A good example is how Microsoft develops operating system hardware and how Linux develops operating system hardware. Microsoft is a closed private institution. Linux is an “open source” collaboration model. The fact that a single programmer can move into a non-professional relationship with Linux, offer one software improvement, and then never be heard from again, is the kind of value that is unreachable in classic institutional systems.

“This is a revolution. This is a really profound change in the way human systems are organized. It is a revolution in that it is a change in equilibrium. It is a whole new way of doing things. As with the printing press, if it is really a revolution, it doesn‘t take us from point A to point B. It takes us from point A to chaos.” The printing press precipitated 200 years of chaos, moving from a world where the Catholic Church was the organizing political force to a new world order in 1648 of the nation state with the Treaty of Westphalia. (Shirky)

Yochai Benkler, a professor of entrepreneurial legal studies, has additional insights into the value of “open source” economics.

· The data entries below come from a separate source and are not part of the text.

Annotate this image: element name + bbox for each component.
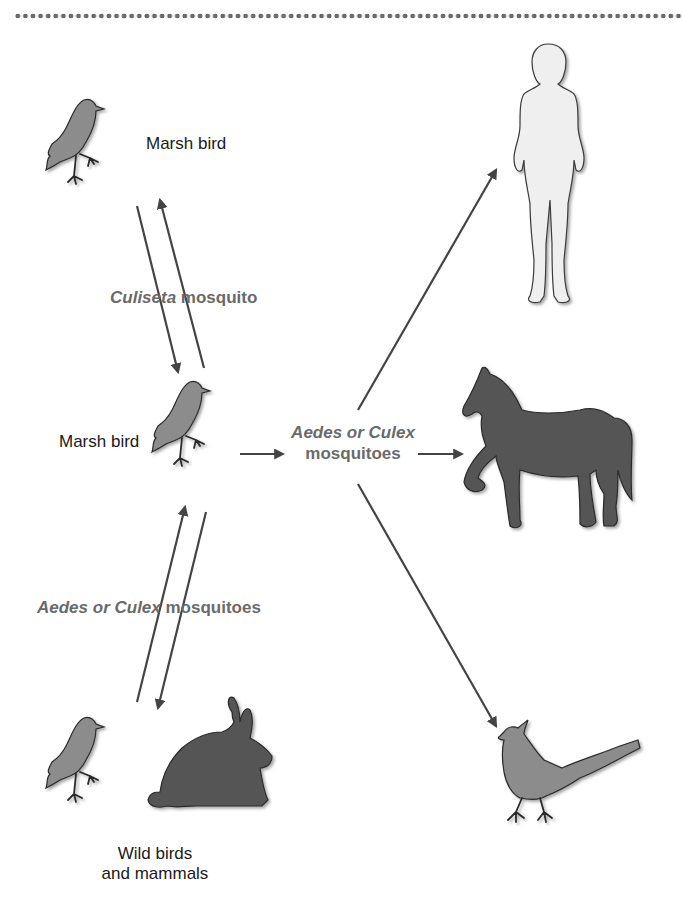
spillover-suffix: mosquitoes: [280, 443, 426, 464]
arrow-to-crested-bird: [358, 484, 496, 726]
marsh-bird-top-icon: [46, 99, 104, 184]
arrow-center-to-top: [160, 200, 204, 368]
marsh-bird-top-label: Marsh bird: [146, 134, 226, 154]
aedes-culex-suffix: mosquitoes: [161, 598, 261, 617]
wild-hosts-line1: Wild birds: [80, 844, 230, 864]
spillover-genus: Aedes or Culex: [291, 423, 415, 442]
wild-bird-icon: [46, 717, 104, 802]
wild-hosts-label: Wild birds and mammals: [80, 844, 230, 884]
marsh-bird-center-icon: [152, 381, 210, 466]
culiseta-vector-label: Culiseta mosquito: [110, 287, 257, 308]
aedes-culex-cycle-label: Aedes or Culex mosquitoes: [37, 597, 261, 618]
arrow-to-human: [358, 170, 496, 410]
culiseta-suffix: mosquito: [176, 288, 257, 307]
wild-hosts-line2: and mammals: [80, 864, 230, 884]
spillover-vector-label: Aedes or Culex mosquitoes: [280, 422, 426, 464]
horse-icon: [463, 367, 632, 527]
aedes-culex-genus: Aedes or Culex: [37, 598, 161, 617]
rabbit-icon: [148, 697, 272, 807]
culiseta-genus: Culiseta: [110, 288, 176, 307]
human-icon: [514, 44, 584, 303]
marsh-bird-center-label: Marsh bird: [59, 432, 139, 452]
crested-bird-icon: [498, 720, 640, 822]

Benkler notes that in the year 1835, James Gordon Bennett created the first mass circulation newspaper in New York City for a cost of about $10,000. in today’s money. By 15 years later in 1850, doing the same thing would come to cost 2.5 million dollars in today’s dollars. This is the critical change that is being inverted by the internet today -- the emergence of “social production“.

The contrast is that previously, classical producers had to be able to raise substantial money to initiate a new product -- they were market-based or publicly-owned. But with the rise of the internet we have a radical change in the way that information, production, and exchange is capitalized. The way that the capitalization now happens is radically distributed instead of concentrated into a few hands.

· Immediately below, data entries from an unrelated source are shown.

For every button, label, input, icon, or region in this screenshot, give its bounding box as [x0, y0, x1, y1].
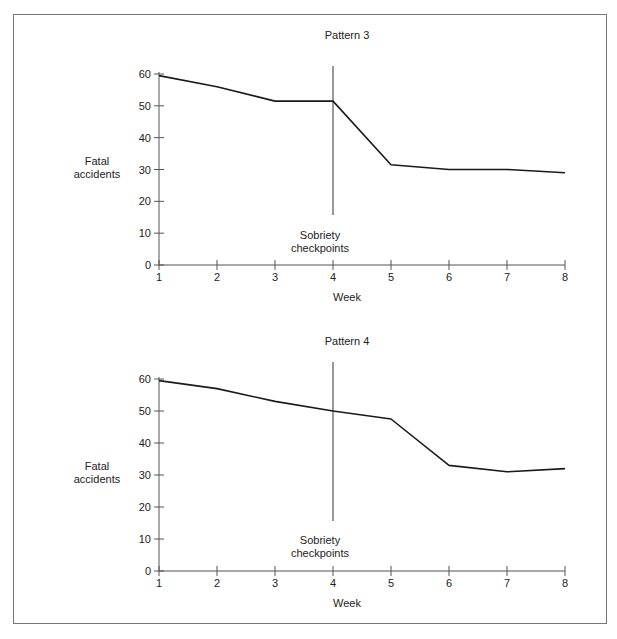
y-tick-label: 40	[139, 132, 151, 144]
y-axis-label: accidents	[74, 168, 121, 180]
x-tick-label: 2	[214, 577, 220, 589]
y-axis-label: Fatal	[85, 155, 109, 167]
chart-title: Pattern 4	[325, 335, 370, 347]
y-tick-label: 60	[139, 68, 151, 80]
y-axis-label: Fatal	[85, 460, 109, 472]
x-tick-label: 5	[388, 271, 394, 283]
y-tick-label: 20	[139, 195, 151, 207]
x-tick-label: 8	[562, 577, 568, 589]
x-tick-label: 7	[504, 271, 510, 283]
x-tick-label: 1	[156, 577, 162, 589]
x-tick-label: 3	[272, 271, 278, 283]
y-tick-label: 50	[139, 100, 151, 112]
annotation-label: Sobriety	[300, 534, 341, 546]
chart-title: Pattern 3	[325, 29, 370, 41]
x-tick-label: 4	[330, 577, 336, 589]
y-tick-label: 20	[139, 501, 151, 513]
y-tick-label: 30	[139, 469, 151, 481]
x-tick-label: 6	[446, 577, 452, 589]
y-tick-label: 40	[139, 437, 151, 449]
annotation-label: Sobriety	[300, 229, 341, 241]
y-tick-label: 10	[139, 533, 151, 545]
fatal-accidents-line	[159, 76, 565, 173]
x-tick-label: 2	[214, 271, 220, 283]
y-tick-label: 0	[145, 565, 151, 577]
y-tick-label: 0	[145, 259, 151, 271]
fatal-accidents-line	[159, 381, 565, 472]
x-tick-label: 4	[330, 271, 336, 283]
x-tick-label: 7	[504, 577, 510, 589]
y-tick-label: 10	[139, 227, 151, 239]
chart-pattern-4: Pattern 4 Fatal accidents Week Sobriety …	[74, 335, 568, 609]
y-axis-label: accidents	[74, 473, 121, 485]
annotation-label: checkpoints	[291, 242, 350, 254]
charts-canvas: Pattern 3 Fatal accidents Week Sobriety …	[0, 0, 617, 639]
x-tick-label: 3	[272, 577, 278, 589]
x-axis-label: Week	[333, 597, 361, 609]
data-line	[159, 76, 565, 173]
y-tick-label: 30	[139, 164, 151, 176]
axes: 010203040506012345678	[139, 66, 568, 283]
data-line	[159, 381, 565, 472]
x-tick-label: 6	[446, 271, 452, 283]
x-tick-label: 5	[388, 577, 394, 589]
y-tick-label: 50	[139, 405, 151, 417]
y-tick-label: 60	[139, 373, 151, 385]
chart-pattern-3: Pattern 3 Fatal accidents Week Sobriety …	[74, 29, 568, 303]
axes: 010203040506012345678	[139, 362, 568, 589]
x-tick-label: 1	[156, 271, 162, 283]
x-tick-label: 8	[562, 271, 568, 283]
x-axis-label: Week	[333, 291, 361, 303]
annotation-label: checkpoints	[291, 547, 350, 559]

What this means is that for the first time since the industrial revolution, the most important components of our information economy are now in the hands of the population at large. Communications and computations capability are now in the hands of the entire population. And human creativity is encouraged. Rather than the institution deciding who gets “hired” and which ideas get promoted, all individuals can promote their own ideas.

The internet server software Apache was created by a loose collection of volunteer writers. Again, the institutionalized competitor was Microsoft. But now the open source Apache software controls 70% of the market and the private institution Microsoft software controls only 20% of the Web server market.

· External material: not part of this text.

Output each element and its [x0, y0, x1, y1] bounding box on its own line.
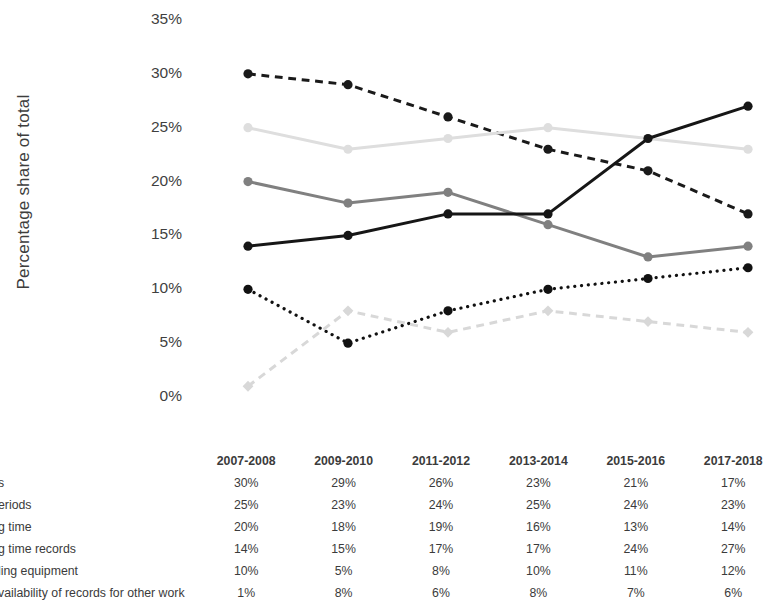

This sort of open source collaborative, cooperative approach to projects on the Web has become a dominant means of getting things done. For example, search engine Google “outsources” to the Web community as a whole to decide which websites are the most relevant which, in turn, directs other people to those so chosen websites.

It used to be too expensive to have decentralized social production out in society. What we are seeing now is the emergence of this economic system of “social sharing and exchange”, according to Benkler.

“A new social phenomenon is emerging. It is creating a new form of competition. Peer to peer networks are assaulting the recording industry. Free/open source software is taking market share from Microsoft. Skype potentially threatens the telecomms. Wikipedia competes with on-line encyclopedias. But it also opens new sources of opportunities for businesses.” (Benkler)

Economic structures determine political structures. New technology is creating tools for a “collaborative” economy in direct competition with the historical, “closed” institutions.

The traditional high cost to enter the market place is being replaced by the internet which makes the tools of communication, coordination and marketing potentially available to anyone.

While the United States political structure is clearly experiencing pressure to become less “democratic” and less “free”, the competing force of “open source”, social production could ultimately lead us towards a more free worldwide economy with possibilities for a revival of true democracy.